Mary Pickford began her movie career with D. W. Griffith at Biograph in 1909, but after a couple of years she left the company -- temporarily, as it turned out -- and joined her husband Owen Moore at Carl Laemmle's Independent Motion Picture Company, known as IMP. I've seen a few of the short films she made at IMP, and while they're competently made and generally satisfying they lack the intensity and technical innovation Griffith brought to his work. When the Cat's Away is a brief and lightly amusing comedy based on a simple premise that has been re-used many times since, in other films and in many a TV sitcom.
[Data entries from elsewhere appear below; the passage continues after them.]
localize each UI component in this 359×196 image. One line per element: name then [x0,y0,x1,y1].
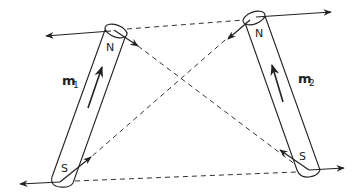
arrow-n2-right [256,12,331,17]
dashed-bottom-s1-s2 [75,172,297,181]
arrow-n1-left [46,31,111,36]
diagram-svg: N S N S m 1 m 2 [0,0,359,196]
dashed-top-n1-n2 [127,20,244,29]
m1-label-subscript: 1 [73,80,79,90]
moment-arrows [88,65,283,108]
m2-north-label: N [255,27,263,40]
magnet-interaction-diagram: N S N S m 1 m 2 [0,0,359,196]
m1-label: m 1 [62,73,79,90]
m2-south-label: S [299,150,306,163]
m1-south-label: S [61,162,68,175]
m1-north-label: N [106,41,114,54]
arrow-n2-toward-s1 [228,20,250,39]
m2-label: m 2 [298,71,315,88]
m2-label-subscript: 2 [309,78,315,88]
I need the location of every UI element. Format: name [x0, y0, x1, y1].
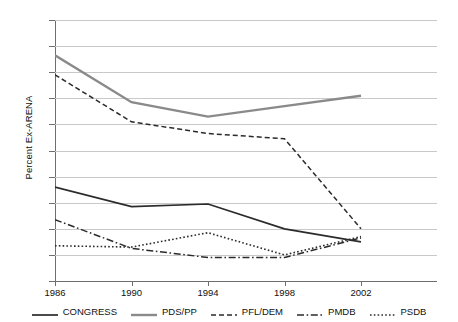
legend-item-pmdb[interactable]: PMDB — [297, 306, 355, 317]
series-line-pmdb — [55, 220, 361, 258]
x-axis-tick-mark — [285, 281, 286, 286]
legend-item-psdb[interactable]: PSDB — [370, 306, 427, 317]
x-axis-tick-label: 1994 — [178, 287, 238, 298]
line-chart: Percent Ex-ARENA 1009080706050403020100 … — [0, 0, 458, 322]
legend-label: PSDB — [401, 306, 427, 317]
x-axis-tick-label: 1986 — [25, 287, 85, 298]
x-axis-tick-mark — [55, 281, 56, 286]
series-lines — [55, 20, 437, 281]
legend-item-congress[interactable]: CONGRESS — [32, 306, 117, 317]
x-axis-tick-label: 1998 — [255, 287, 315, 298]
legend-item-pfl-dem[interactable]: PFL/DEM — [211, 306, 283, 317]
legend-label: PMDB — [328, 306, 355, 317]
legend-swatch-icon — [131, 306, 157, 316]
legend-label: PDS/PP — [162, 306, 197, 317]
legend-swatch-icon — [370, 306, 396, 316]
series-line-pfl-dem — [55, 75, 361, 229]
series-line-congress — [55, 187, 361, 242]
legend-swatch-icon — [32, 306, 58, 316]
legend-swatch-icon — [211, 306, 237, 316]
series-line-pds-pp — [55, 55, 361, 116]
x-axis-tick-mark — [208, 281, 209, 286]
gridline — [55, 281, 437, 282]
x-axis-tick-mark — [361, 281, 362, 286]
series-line-psdb — [55, 233, 361, 255]
legend-swatch-icon — [297, 306, 323, 316]
x-axis-tick-mark — [132, 281, 133, 286]
legend-label: PFL/DEM — [242, 306, 283, 317]
x-axis-tick-label: 2002 — [331, 287, 391, 298]
legend-item-pds-pp[interactable]: PDS/PP — [131, 306, 197, 317]
legend-label: CONGRESS — [63, 306, 117, 317]
y-axis-title: Percent Ex-ARENA — [23, 63, 34, 213]
chart-legend: CONGRESSPDS/PPPFL/DEMPMDBPSDB — [0, 303, 458, 319]
x-axis-tick-label: 1990 — [102, 287, 162, 298]
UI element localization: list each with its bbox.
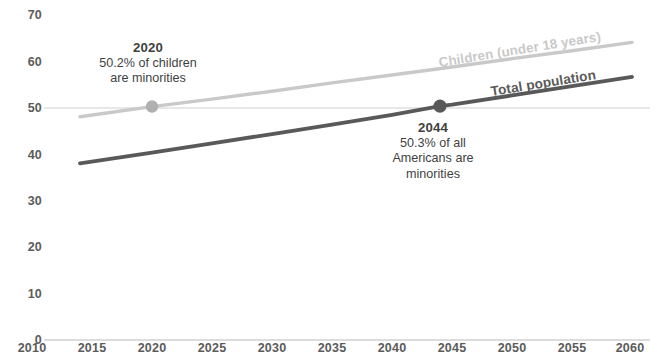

When Mary's husband is called away on business she decides to visit her mother. In the couple's absence, the janitor who works in their building decides to make some easy money on the side by sub-letting their apartment. He quickly finds another young couple to rent the place, under the assumption that their sub-let is legit. The janitor races home with his ill-gotten gain and dances a jig with his wife. (The janitor's wife might have been played by Mary's sister Lottie Pickford, but I'm not certain about that.) Needless to say, there are complications. Mary receives word that her husband's business trip has been canceled, so she returns home, sees the other man from behind, mistakes him for her own husband, sneaks up on him and plays "peek-a-boo" and gives him a kiss, just as the man's wife and her actual husband walk in. There is much confusion, agitation and explaining to do before order is restored.
And that's about it! This is decidedly a one-joke movie, but the situation is sure fire, which is why the premise has been used again and again. When the Cat's Away is an amusing little skit, but it makes me wonder why Mary left Biograph. Perhaps she wondered this too, because a few months later she went back and resumed working with Griffith.